A master of text-based montage working in the traditions of Fluxus, Concrete Poetry and Dada, Tm Gratkowski pays homage to artists like Kurt Schwitters and Tristan Tzara, whose complex word/image juxtapositions were imbued with cultural critiques. Trained as both an artist and architect, Gratkowski’s carefully constructed then excavated surfaces comprised of magazine pages and clippings share architecture’s structural intricacies. 

Layer upon layer of torn, cut and printed fragments as well as whole pages culled from myriad magazines are adhered to the surfaces vertically and horizontally, creating an ordered chaos. Random words emerge from the eye-pleasing clutter forming open-ended quasi-narratives across the compositions. Traces of color are scattered through the otherwise black, white and gray palette of printed ephemera. Three large works—7×9 feet—Good, Bad and Ugly (all 2014) dominate the front gallery. In each, a single word—good, bad or ugly—has been carved from the thick collage to reveal a layer of color that pops from the surface below. While these words suggest a way to interpret the piece, they also provide an opportunity for the viewer to question the work’s value—good, bad or ugly—based on the content and context Gratkowski provides within the collages. The works are incomplete puzzle fragments that beg to be completed. As the viewer finds a rhythm in which to understand the disparate fragments, the pieces begin to cohere. 

Tm Gratkowski, Ugly, 2014, photo courtesy Walter Maciel Gallery.

Tm Gratkowski, Ugly, 2014, photo courtesy Walter Maciel Gallery.

In addition to striations of text, figurative silhouettes are integral to his series of smaller works on paper. Most of the black or gray figures in these collages—seemingly derived from news imagery—are engaged in some action: walking, sitting, sweeping, shooting, boxing. One might expect these depictions to be supported by the texts that surround them; however, Gratkowski’s works are never illustrative. In Power Envy a female silhouette spray-painted in an orange hue onto a mustard-yellow background sweeps invisible items into a dustpan. Her activity is not explained by the collaged texts that surround her. Snippets of text extracted from women’s magazines and pornography read as slogans: Joy Rage Envy Desire; Size Really Does Matter; He Was Supposed To Be; I Like To Do a Lot of; Perfect White Picket Fence. While the cut-out texts can be seen as the debris the woman is sweeping, they remain found poetry fragments that never coalesce as a readable whole.

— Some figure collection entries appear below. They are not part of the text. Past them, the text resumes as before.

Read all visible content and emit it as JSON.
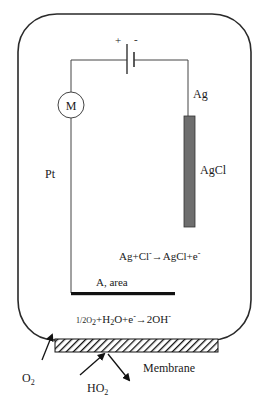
{
  "diagram": {
    "type": "electrochemical oxygen sensor (Clark-type cell)",
    "labels": {
      "battery_plus": "+",
      "battery_minus": "-",
      "meter": "M",
      "silver_wire": "Ag",
      "silver_chloride": "AgCl",
      "platinum": "Pt",
      "cathode_area": "A, area",
      "membrane": "Membrane",
      "oxygen": {
        "base": "O",
        "sub": "2"
      },
      "hydroperoxyl": {
        "base": "HO",
        "sub": "2"
      }
    },
    "reactions": {
      "anode": {
        "parts": [
          "Ag+Cl",
          "-",
          "→AgCl+e",
          "-"
        ]
      },
      "cathode": {
        "parts": [
          "1/2O",
          "2",
          "+H",
          "2",
          "O+e",
          "-",
          "→2OH",
          "-"
        ]
      }
    },
    "colors": {
      "line": "#2a2a2a",
      "electrode_fill": "#6e6e6e",
      "cathode_plate": "#111111",
      "membrane_hatch": "#111111",
      "background": "#ffffff"
    }
  }
}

The silhouette of a crouching woman in Cinnamon Crash presents a similar disconnect. The readable text within the figure is presented in contrast to the undecipherable collage above her, metaphorically the weight of language. The relationship between the silhouette and its text, like the relationship between the words within the overall piece, is either visual or purely happenstance. 

Gratkowski delights in creating complex visual environments from found language fragments. The works are complex and compelling amalgamations of ubiquitous source material carefully montaged together. They become contemporary examples of concrete poetry that offer rewarding surprises to viewers who delve into making meaning from jumbles of fragments.